Culligan became good friends with Holiday Inns founder Kemmons Wilson, and as a result his company wound up forging most of the decorative ironwork — railings, signs, bannisters — for the majority of Holiday Inns around the country, which was a plum contract, let me tell you. He pretty much pioneered the ornamental iron business in this city, crafting ironwork for The Peabody, Methodist Hospital, the Memphis Pink Palace Museum, the old Shelby County Jail, and quite a few private homes here.
I know of a home near Rhodes College that has wrought-iron gates forged by Culligan Iron Works, which feature unusual twists and turns, with the top railing of the gates hammered into a pair of ducks' heads. He was known for creating elaborate and fanciful designs.
For a blacksmith, he led a rather elaborate and fanciful life. He did work for Bing Crosby and Elvis Presley (though he did NOT do the famous gates at Graceland), and in the files of the Special Collections Department at the University of Memphis are several photos of a dapper, tuxedo-clad gentleman dancing the night away at various social affairs around town.
Now I know you might think those are photos of ME, but look closely, and they are indeed Joe Culligan.
At the age of 5, Noe tells us in his booklet, "a severe attack of spinal meningitis left me in a delicate condition. In my early youth, a siege of double pneumonia developed into chronic lung trouble. For years I was sickly and weak, spending all I could earn for medicine and doctor bills." Oh, it's a sad story.
While pining away, Noe says he read about a 45-year-old man who regained his health through regular exercise, so he set out to do the same, by purchasing a set of dumbbells. He soon discovered a problem with this approach: "During this period I was a salesman for a large corporation," he relates, "and my carrying these heavy dumbbells around with me created considerable joking and ridicule on the part of the other salesmen and hotel clerks." Well, no wonder. Who carries dumbbells in their luggage?

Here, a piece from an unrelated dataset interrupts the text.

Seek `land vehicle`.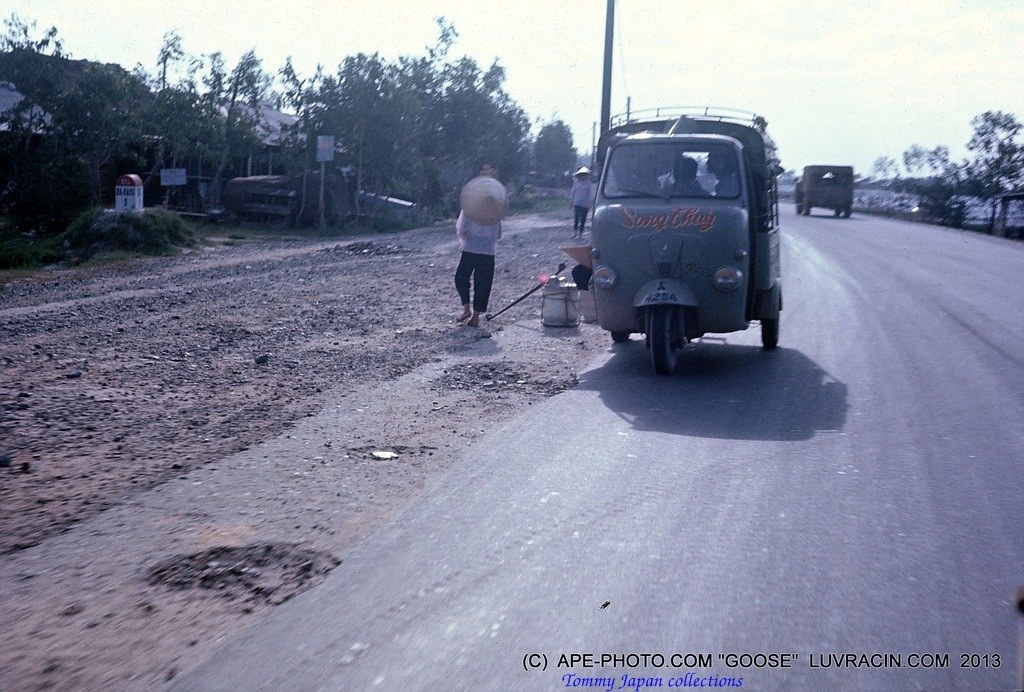
550:107:798:353.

So Noe came up with his own, more portable, gadget — a pair of wooden handles clamped to a strip of rubber — which he called Noe's Graduated Exerciser. I'm not sure, exactly, what the "graduated" part of the name means. But you grabbed each end and pulled it, and Noe writes that this device, "primitive as it was, proved capable of doing all the things that the other, costlier exercisers failed to do, and more." In fact, in just 16 months, Noe claimed that his weight jumped from a puny 139 pounds to a robust 172, his chest expanded by 8 inches, and his waist size dropped from 31 to 28 inches.

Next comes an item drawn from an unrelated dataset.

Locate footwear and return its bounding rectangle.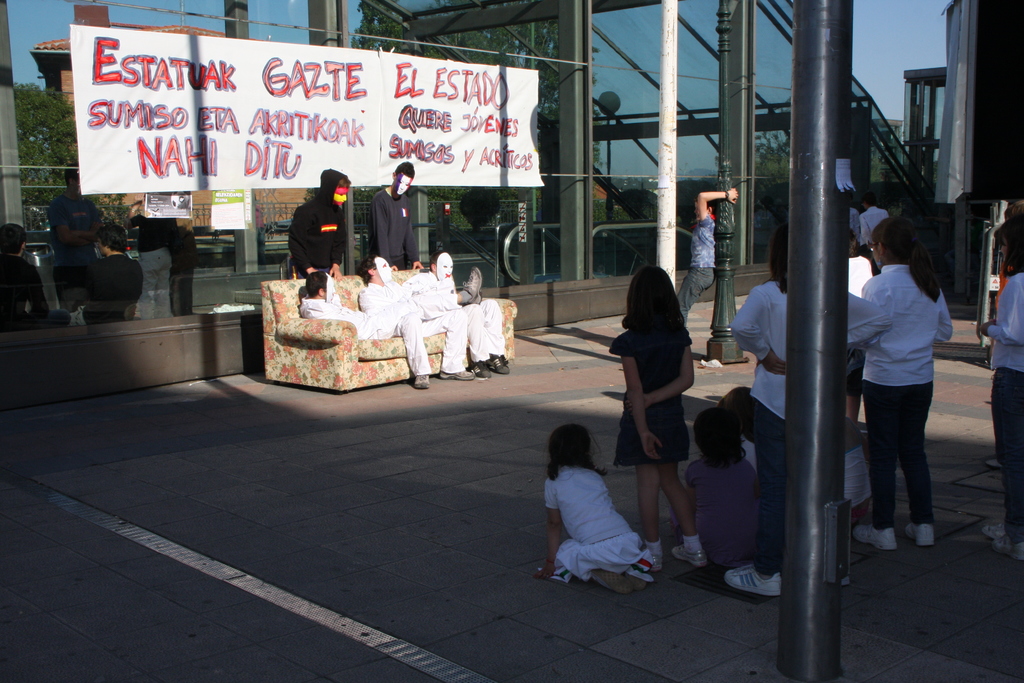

If you've been paying the slightest bit of attention, you'll know that I've recently written about the (in)famous Whirlaway Club — not just on this blog, but also in the June issue of Memphis magazine. In the magazine's "Ask Vance" column, I focused on two dancers — Betty Vansickle (stage name: Betty V) and Sue Sennett, who got into trouble with the law in the early 1960s by appearing on stage in scandalously skimpy costumes and "bumped and grinded" for customers. I was especially intrigued by Betty's costume (which she probably designed herself), featuring a long white glove stretching down her torso.

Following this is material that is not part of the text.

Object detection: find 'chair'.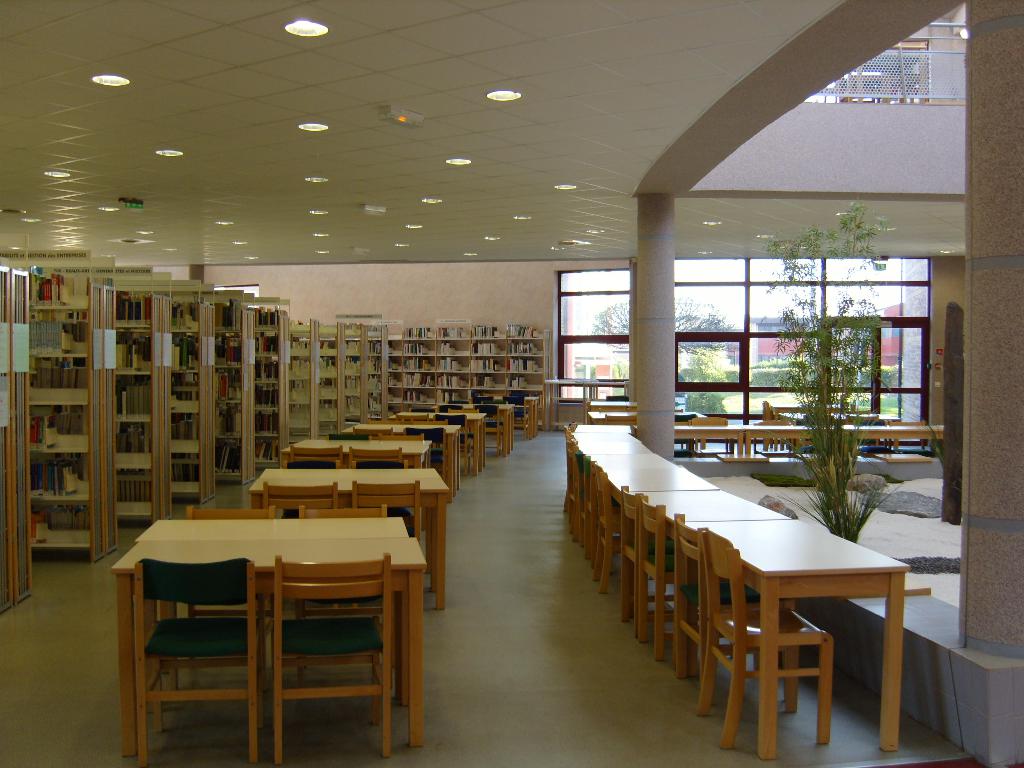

Yes, that's her in the photo above. The black lines are crop marks and the "haze" around her was added by the Press-Scimitar so she'd stand out from the dark background; that's where this photo first appeared, in 1966. Sexy, huh?
Well, today I received an email from Betty Vansickle Bendall, who told me that "Betty V" was, in fact, her mother, who is still alive and living in Memphis — though no longer dancing, unfortunately.